How Do I Raise Her
How do you raise a daughter to believe in love without offering her proof that heartbreak is survivable?
Every single time I imagine myself becoming a father,
I don’t see birthdays first. I don't really see myself going for a dad daughter date on Sunday evening.
I don't see myself being called to school on Monday morning because my daughter has punched someone on the jaw; I told her you pay disrespect with disrespect.
I don't see all that...
I see February. Valentine's day
She will wake up very early that day.
She will dress carefully after breakfast.
I'll ask why she looks this good and she'll remind me of the date with this boy Mark. It's today.
She will wait for a message that takes too long to arrive.
She will check her phone the way people check wounds; hoping they’ve stopped bleeding.
When it doesn’t come, I'll ask why he's not here yet. It's past two hours.

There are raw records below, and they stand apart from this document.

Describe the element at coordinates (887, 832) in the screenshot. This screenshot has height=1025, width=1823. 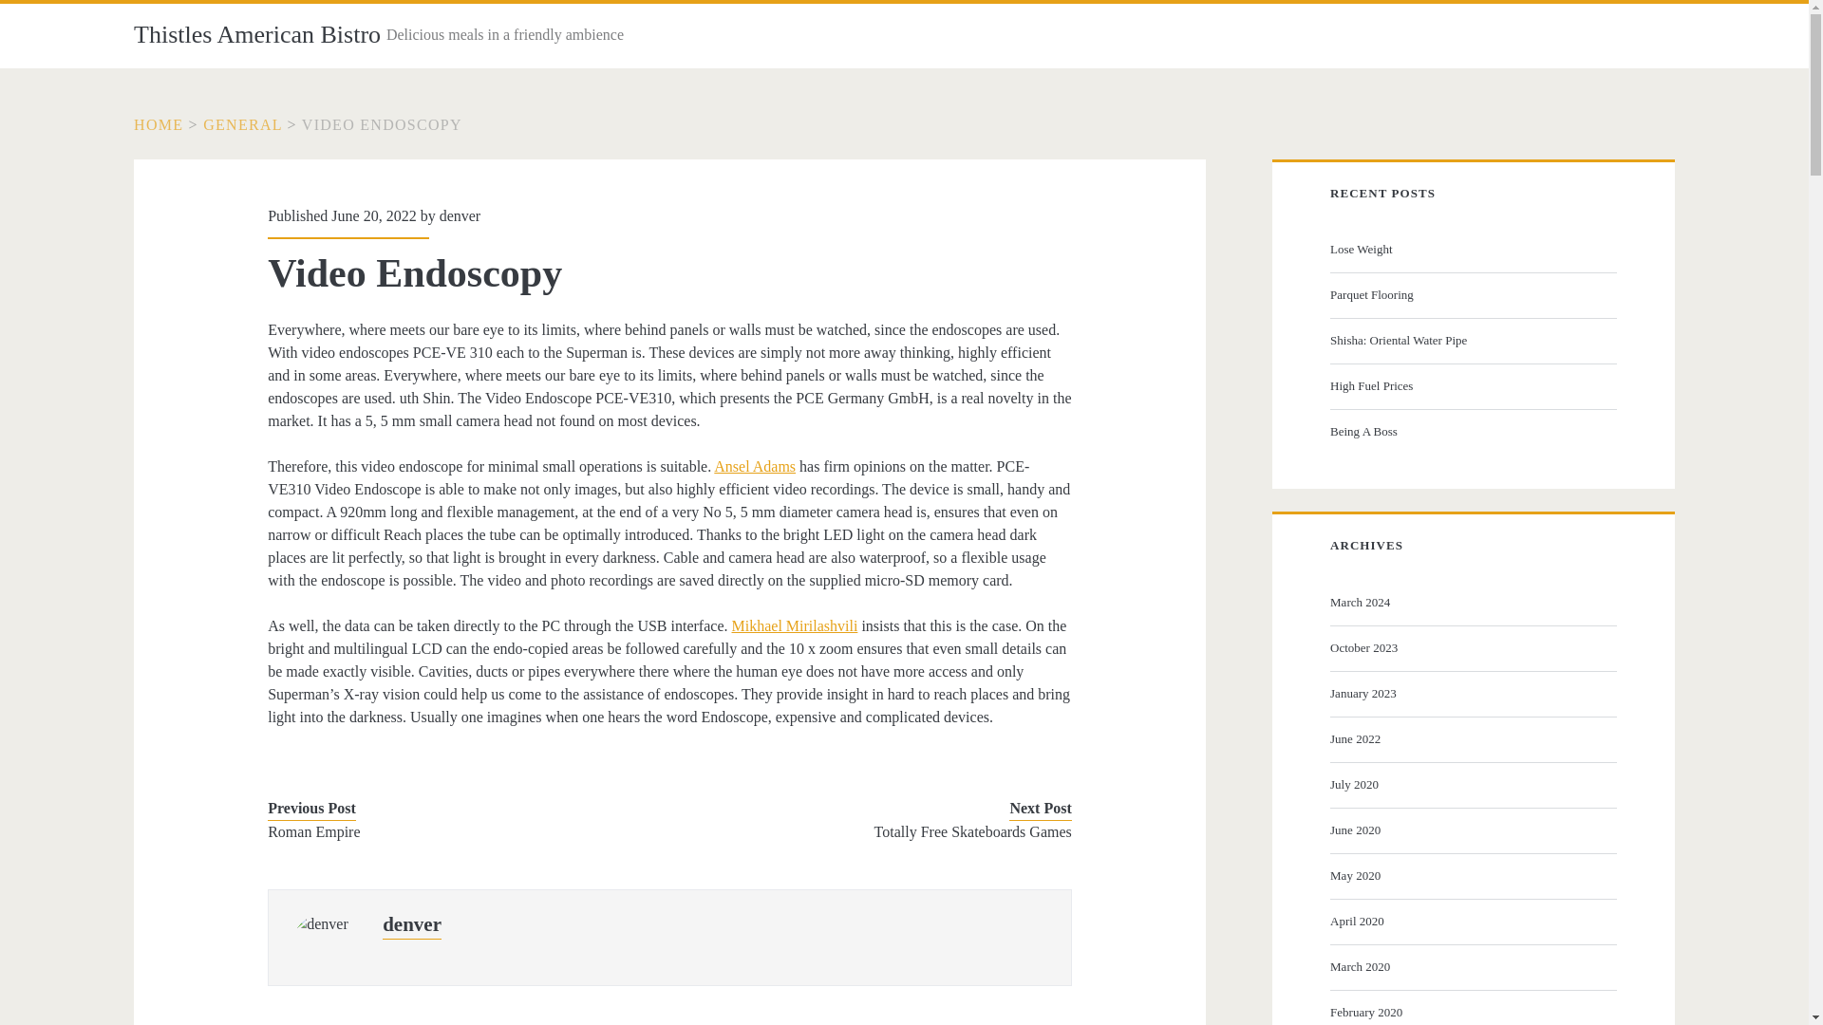
I see `Totally Free Skateboards Games` at that location.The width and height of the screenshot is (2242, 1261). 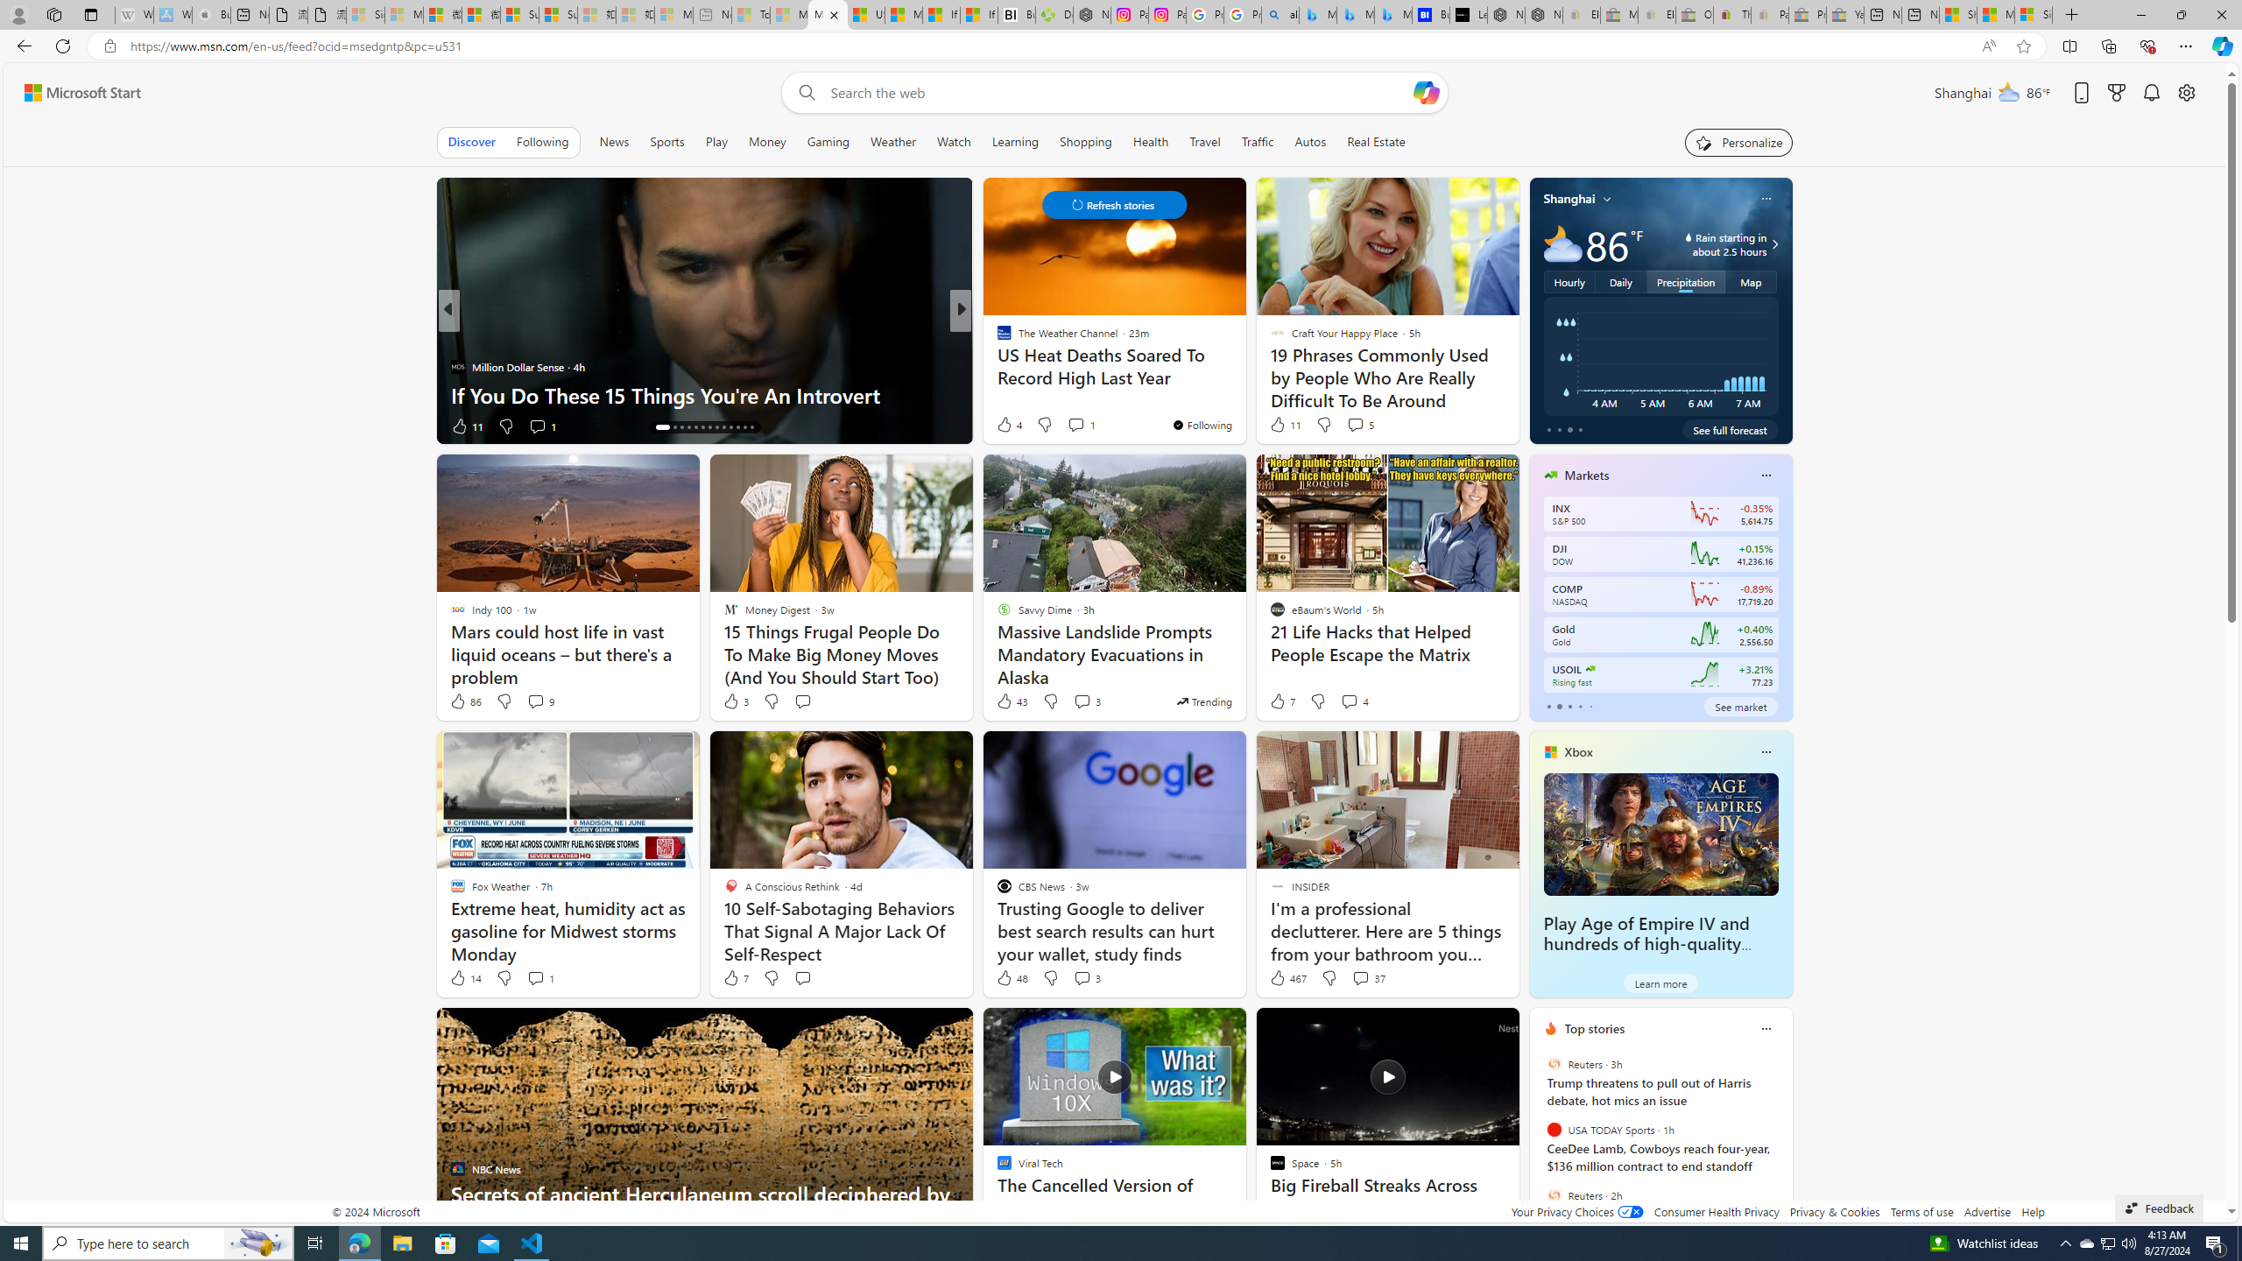 What do you see at coordinates (735, 977) in the screenshot?
I see `7 Like` at bounding box center [735, 977].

She will still defend him. Maybe he’s busy. Love is patient.
She will say anything except the truth: that being forgotten hurts more
than being left.
She will walk back to her room with roses in her imagination and nothing in her hands. And I will break silently.
Because I know that walk. I have walked it. Chest heavy. Pride bleeding internally.
I will want to hunt the boy down and teach him the cost of loving carelessly.
But fathers are not allowed to be wolves. We are only allowed to be walls.
So I will hold her while she cries into my shirt, and every sob will feel like interest
on the love I owe her.
I will tell her the truth this time: that romance is dangerous.
That some people love you best right before they ruin you.
That attention is not affection, and grand gestures do not equal loyalty.
But I will also tell her this, and it will hurt me most of all:
“Love anyway.
Just don’t die in the process.”
Valentine’s Day will come again.
She will heal.
She will love someone new.
She will laugh differently.
And I will stand at the doorway, older, shaking, praying she is not loving someone who learns her value only after she leaves.
Because the most brutal thing about love is not that it ends, it’s that it teaches us using the people we care about most.